--- Records for this task ---

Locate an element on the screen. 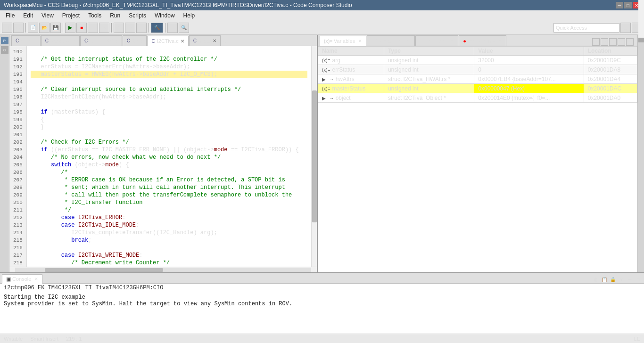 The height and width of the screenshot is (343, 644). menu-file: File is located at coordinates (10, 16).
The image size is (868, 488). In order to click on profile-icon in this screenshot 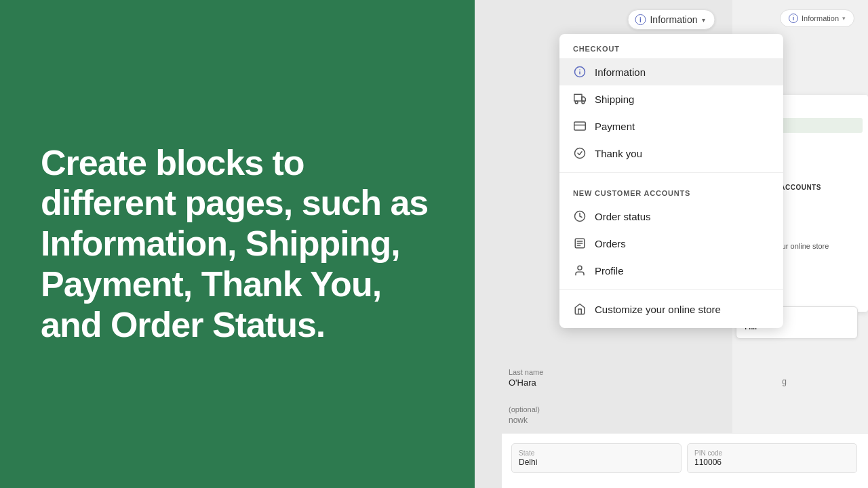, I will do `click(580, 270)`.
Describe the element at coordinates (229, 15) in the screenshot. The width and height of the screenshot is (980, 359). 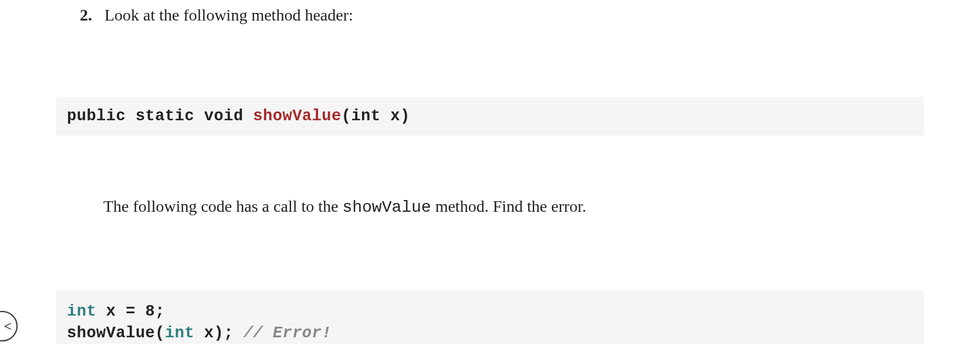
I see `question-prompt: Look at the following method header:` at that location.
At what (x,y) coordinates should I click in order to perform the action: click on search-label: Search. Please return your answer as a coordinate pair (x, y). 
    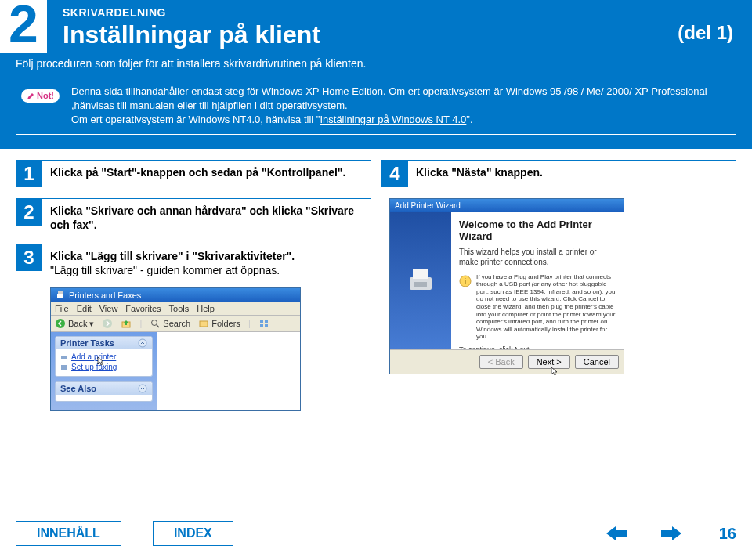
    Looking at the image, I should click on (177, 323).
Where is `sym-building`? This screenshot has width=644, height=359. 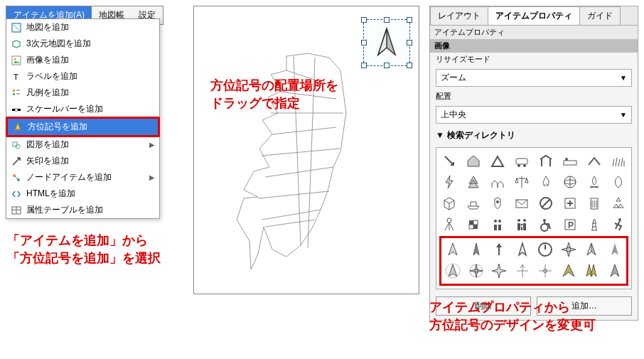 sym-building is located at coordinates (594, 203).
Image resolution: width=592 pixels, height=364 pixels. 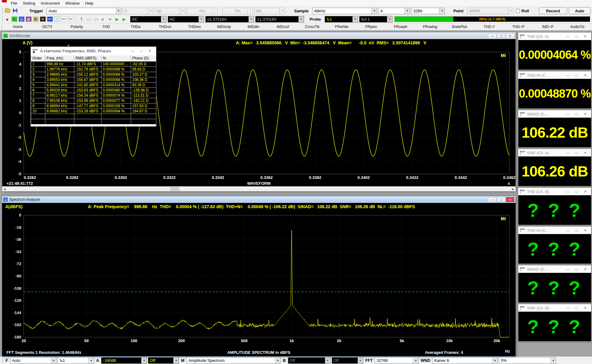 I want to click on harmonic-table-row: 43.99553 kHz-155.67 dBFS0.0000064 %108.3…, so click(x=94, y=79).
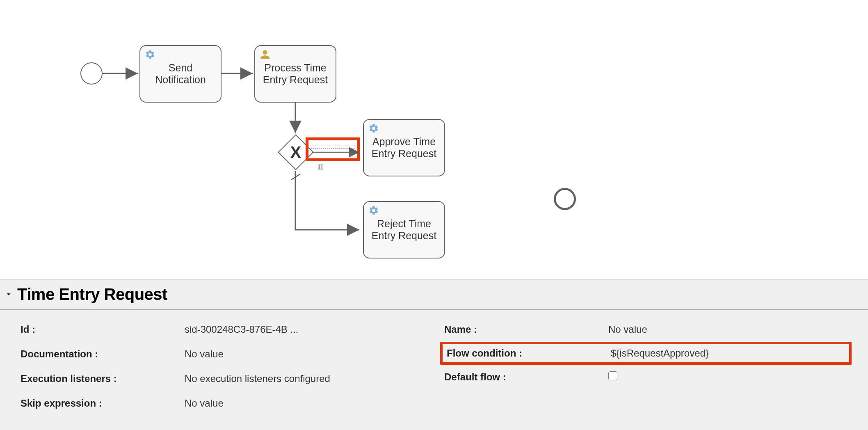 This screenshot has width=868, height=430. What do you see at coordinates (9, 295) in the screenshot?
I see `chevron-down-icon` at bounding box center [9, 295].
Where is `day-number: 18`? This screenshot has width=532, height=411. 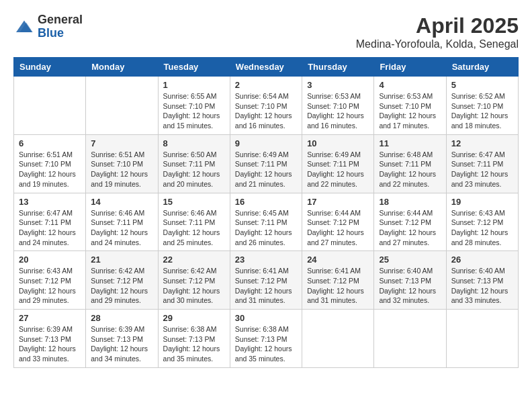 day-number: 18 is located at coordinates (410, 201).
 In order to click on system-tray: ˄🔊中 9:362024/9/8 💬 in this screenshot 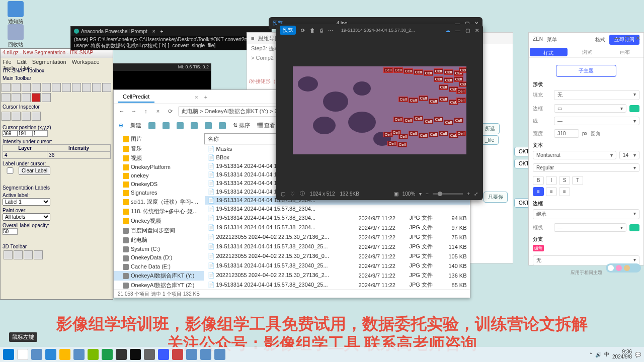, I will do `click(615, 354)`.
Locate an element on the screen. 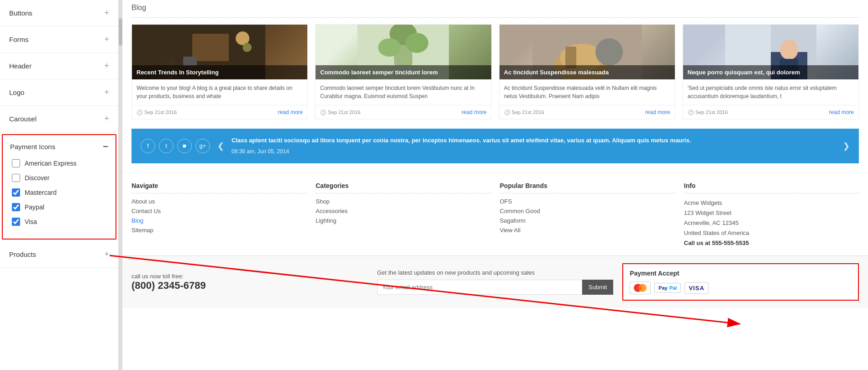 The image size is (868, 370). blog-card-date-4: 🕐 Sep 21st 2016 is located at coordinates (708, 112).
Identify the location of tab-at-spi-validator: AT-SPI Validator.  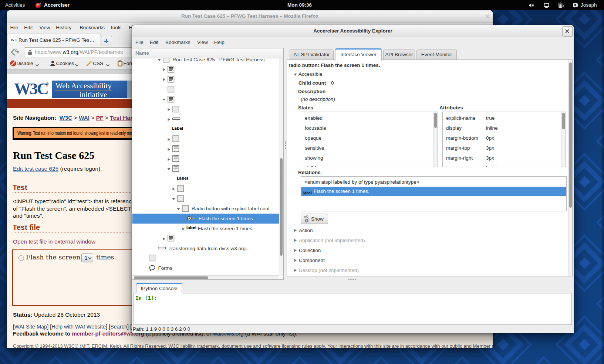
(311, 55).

---
--- Records for this task ---

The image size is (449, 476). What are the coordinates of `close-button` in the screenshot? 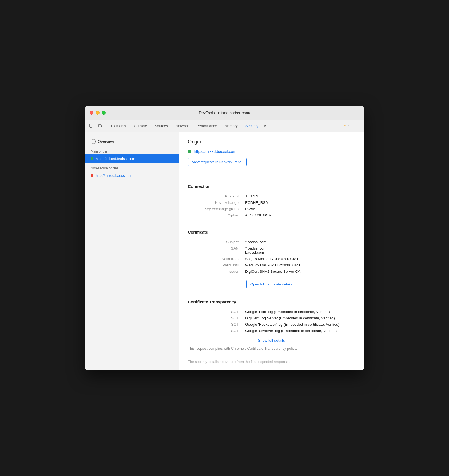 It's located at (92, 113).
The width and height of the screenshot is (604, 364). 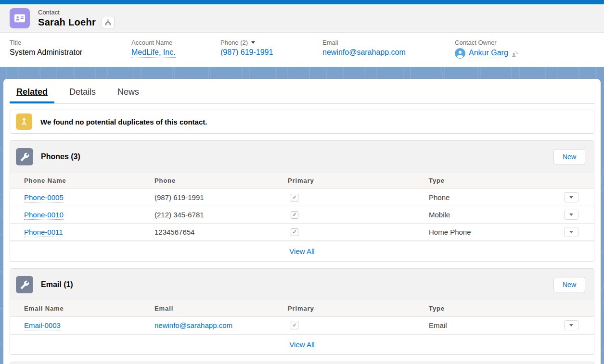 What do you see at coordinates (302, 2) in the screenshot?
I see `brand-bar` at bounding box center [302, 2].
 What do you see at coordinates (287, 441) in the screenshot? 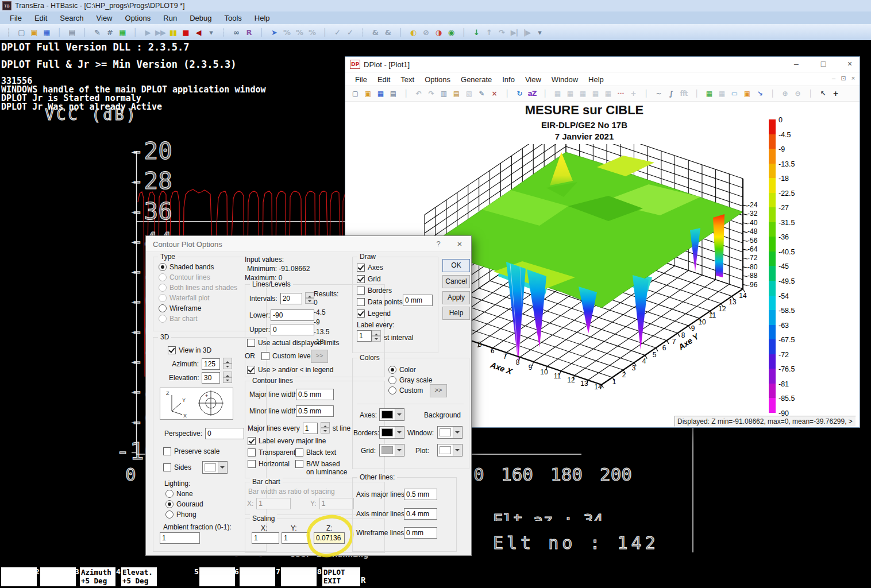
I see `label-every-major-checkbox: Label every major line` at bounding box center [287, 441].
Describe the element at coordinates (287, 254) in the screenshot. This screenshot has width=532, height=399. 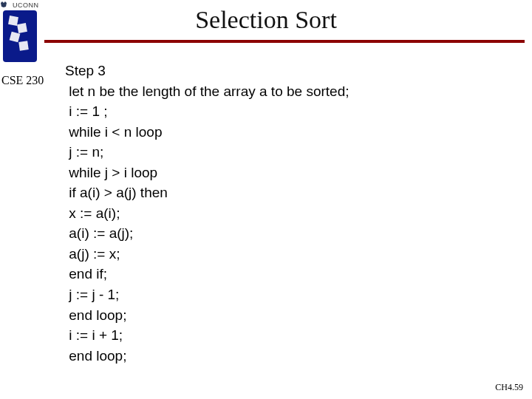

---
--- Records for this task ---

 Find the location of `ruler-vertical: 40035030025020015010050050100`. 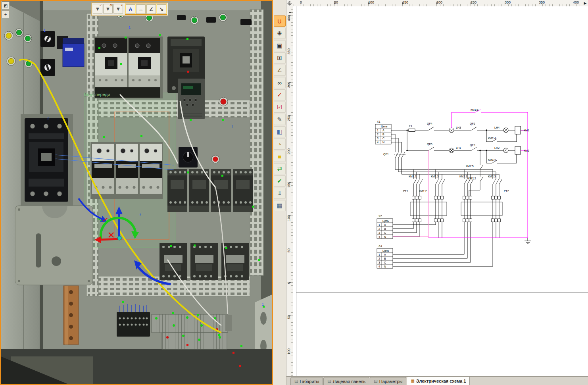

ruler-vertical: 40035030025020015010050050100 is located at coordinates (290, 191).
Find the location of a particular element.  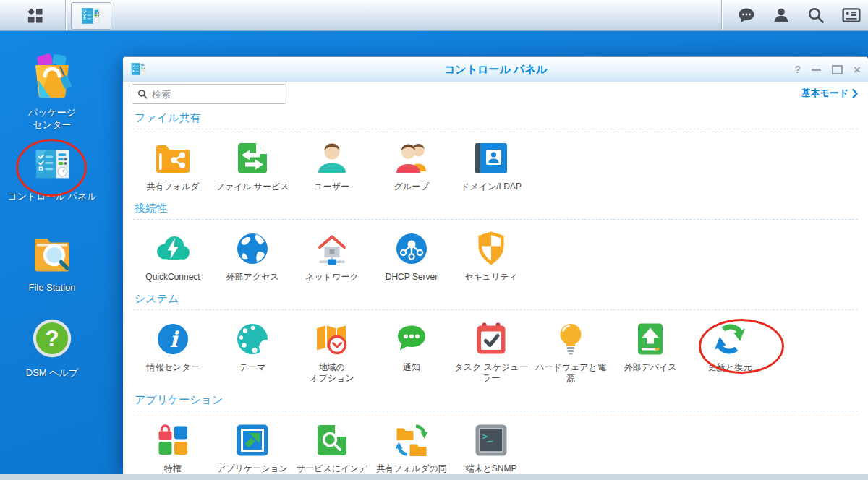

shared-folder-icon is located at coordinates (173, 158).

---

Reproduce exactly the lines above that run from the one with "What do you see at coordinates (287, 441)" to the one with "Describe the element at coordinates (287, 254)", both included, leaving pictures out.

 What do you see at coordinates (287, 441) in the screenshot? 
I see `label-every-major-checkbox: Label every major line` at bounding box center [287, 441].
Describe the element at coordinates (287, 254) in the screenshot. This screenshot has width=532, height=399. 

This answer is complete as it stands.